Monday, April 8, 2019

The Taking Boy


The Giving Tree by Shel Silverstein is a great book.

I don’t like it.

I don’t like it for practical reasons. One harvest of apples from one tree will not create wealth. The branches of one tree are not enough to build a house. The trunk of one tree is not enough to build a boat that you can sail away in. Realistically, the tree is not enough to do the things the boy wants to do as he grows older. Finally, once a tree has become a stump, is it still a tree? I think not.

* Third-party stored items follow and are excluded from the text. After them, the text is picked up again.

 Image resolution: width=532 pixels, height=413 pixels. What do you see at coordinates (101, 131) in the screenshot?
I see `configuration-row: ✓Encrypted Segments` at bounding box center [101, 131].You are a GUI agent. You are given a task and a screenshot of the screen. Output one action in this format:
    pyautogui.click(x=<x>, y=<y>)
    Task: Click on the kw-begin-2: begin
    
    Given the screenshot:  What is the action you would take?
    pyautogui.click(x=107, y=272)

I don’t like it for thematic reasons. The boy never grows as a person. He gets old, but he is still just as selfish. Nothing resolves in this book. The tree gives and the boy takes. Of course, it didn’t start like that. It started in a pure place, went dark, and is left with the devastation of the dark.

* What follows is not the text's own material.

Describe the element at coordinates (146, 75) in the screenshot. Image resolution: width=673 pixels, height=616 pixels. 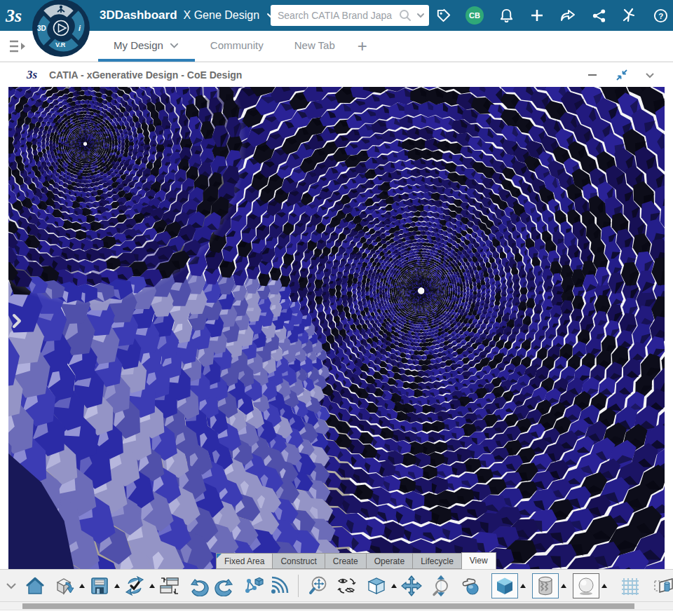
I see `app-window-title: CATIA - xGenerative Design - CoE Design` at that location.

Give me Green Eggs and Ham, where we go from not liking a food we have never eaten to trying it and realizing that we do like it! Give me Thy Friend, Obadiah, with a boy who realizes that the bird is his friend, and he is the bird’s friend, too. Maybe that is why I don’t like The Giving Tree, because I wasn’t raised on it.

I don’t like it for personal reasons. The boy is too much like me. The tree is too much like me.

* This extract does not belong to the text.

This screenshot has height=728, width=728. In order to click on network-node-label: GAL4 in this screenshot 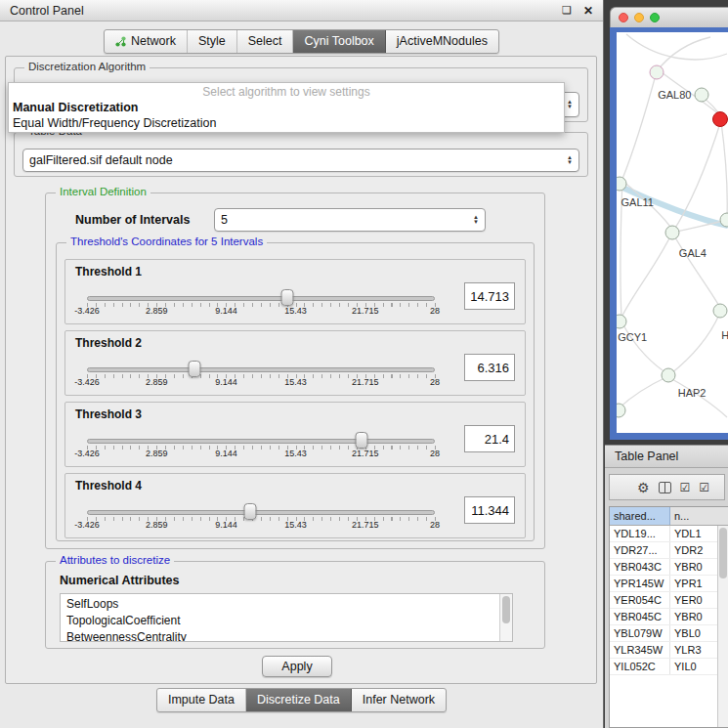, I will do `click(693, 253)`.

Like the tree, I have had people in my life that I loved and that I enjoyed being around. At first, we enjoyed one another’s company, but after a while they began to take and to take. They have taken all that I have to offer, and, unlike the boy turned old man, they do not desire to sit awhile. I am left as a stump, and they are either out of my life or texting me wanting me to give them more of what I no longer have.

Like the boy, I have taken from others. There are people in my life from whom I have taken their apples, I have taken their branches, I have taken their trunk, and I have left them as a stump. Maybe I will live out my days sitting on the stumps of old friendships. Maybe I will go away and never return. I dislike the boy; he is so much like me.

The Giving Tree does not resolve, it needs something more, but it does not give it to us.

The only way I know to resolve The Giving Tree is with the Gospel of Jesus. Jesus came to save us from ourselves, from the darkness of the world, from the tyranny of The Giving Tree. Jesus saves us from the consequences of our selfishness, from the consequences of giving beyond ourselves. The Giving Tree is about a relationship destroyed, and Jesus is the one who restores. The Giving Tree needs Jesus, and so do I.